Ghana, in West Africa, is dotted with fortified trading posts between 1482 and 1786, which are enlarged by 500 km (310 miles) along the coast.

Castles and fortresses were built through merchants sometimes in Ghanaian history, portraying an image of the brutal and tragic surrender of colonialism.

The lifted fortifications come with structures built across Portugal, Spain, Denmark, Sweden, Holland, Germany and the United Kingdom.

This infrastructure played a role in the gold industry and, later, in the fall of the slave industry between Africa and America; all of whom now face a high-risk risk due to higher waves of typhoons and erosion.

In Namibia, southern Africa, high temperatures create the ideal for fungi and microbial life on rocks to explode.

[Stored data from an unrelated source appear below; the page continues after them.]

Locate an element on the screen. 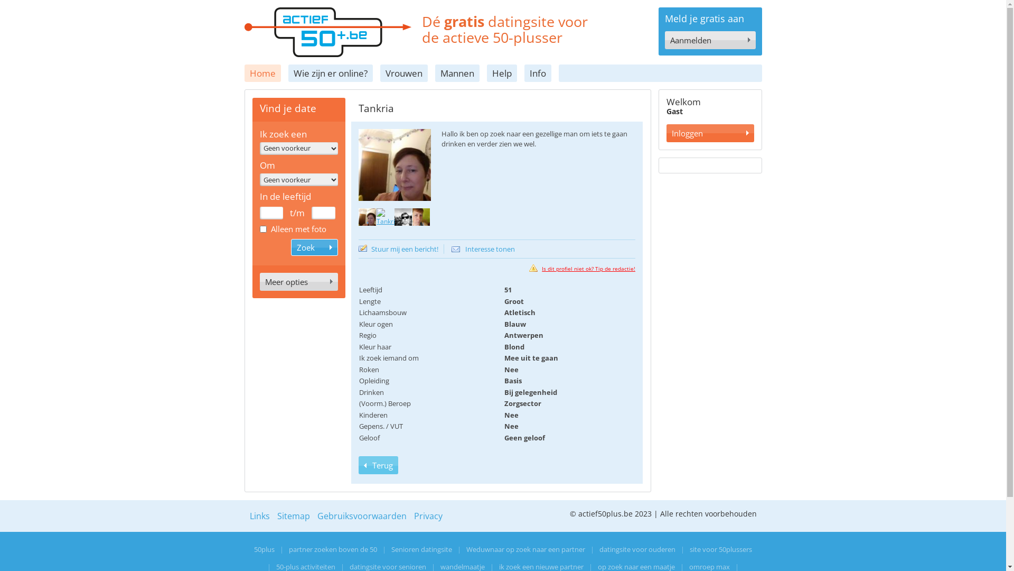  Help is located at coordinates (502, 73).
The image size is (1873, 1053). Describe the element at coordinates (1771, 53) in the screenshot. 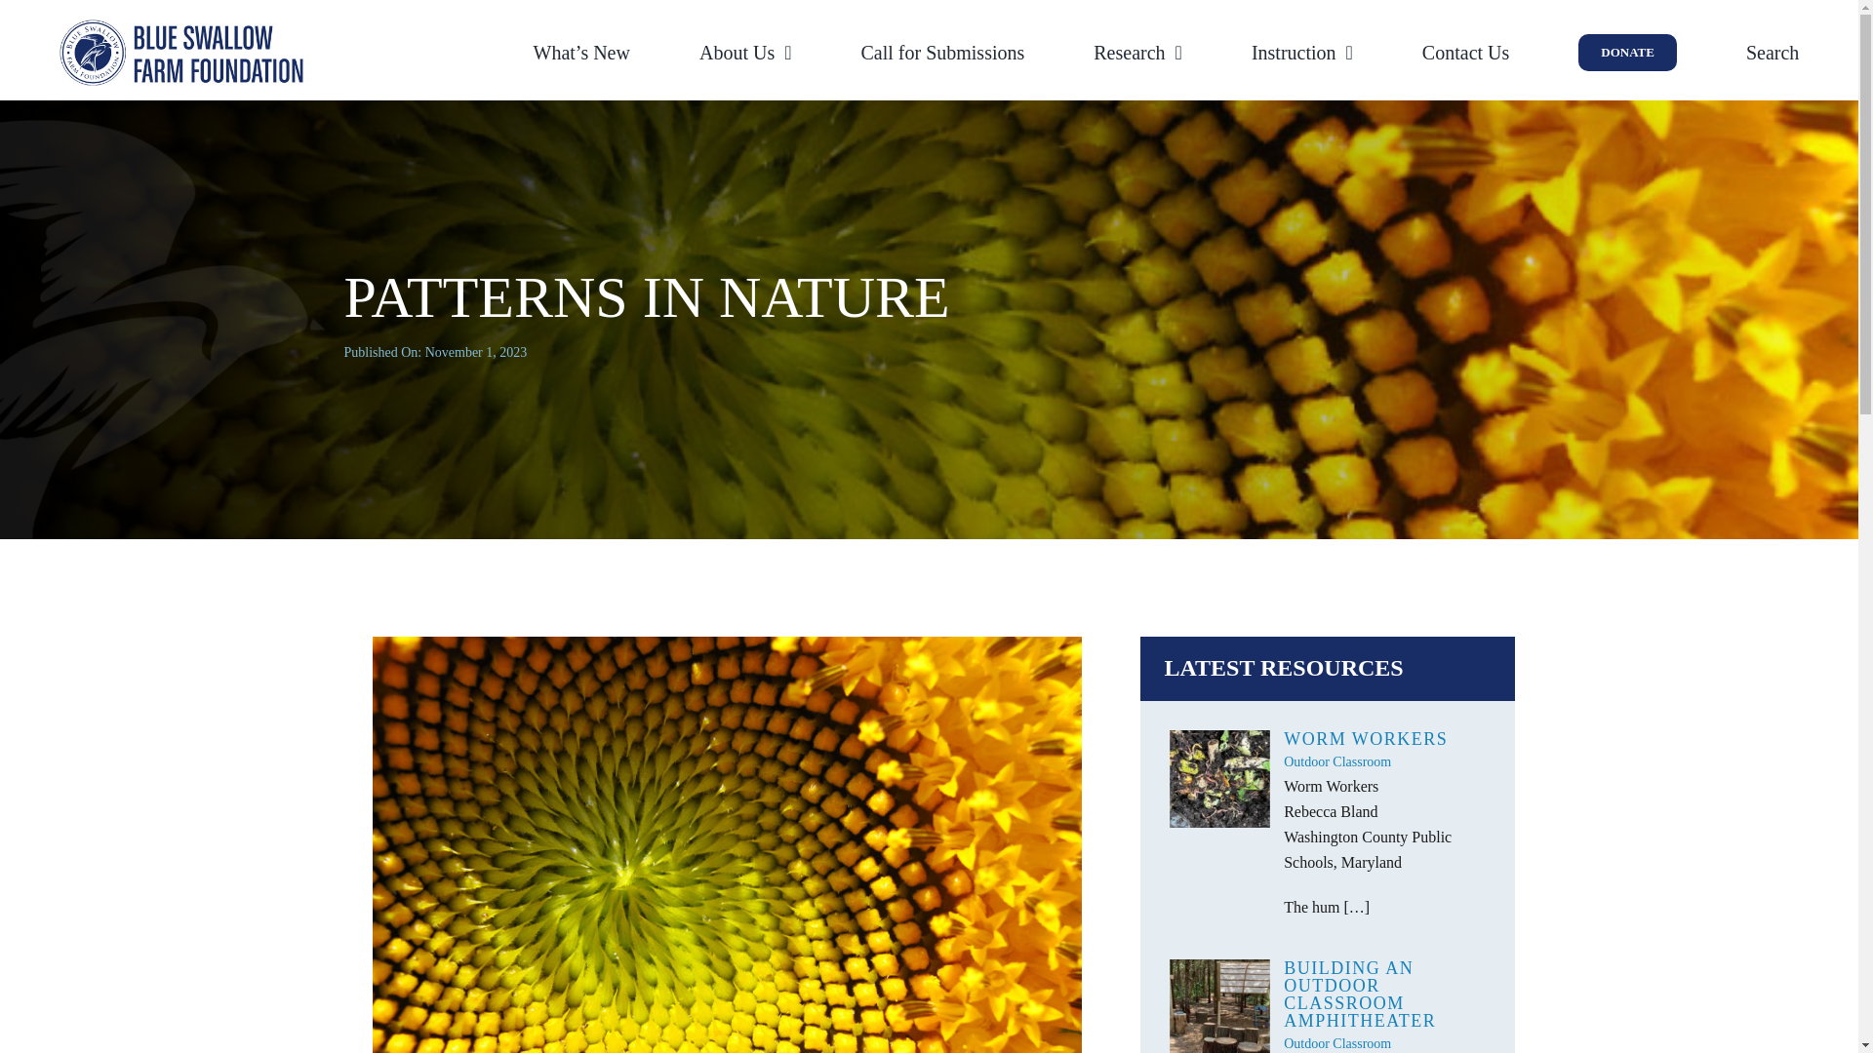

I see `Search` at that location.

This is a novelty for the vast rock art in places like Twyfelfontein in Namibia’s Kunene region, which has one of the largest concentrations of rock art in Africa; some of which date back at least 2000 years.

In North Africa, Mali is home to some of the continent’s most iconic stone castles.

Djenné’s approximately 2,000 houses date back to 250 BC and thousands of years later have become a channel that has allowed the expansion of Islam in West Africa.

Today, emerging temperatures and drylands have led to declining yields, declining incomes and declining populations.

Scientists claim that, in the long run, dominance can be absolutely baffled and lost forever.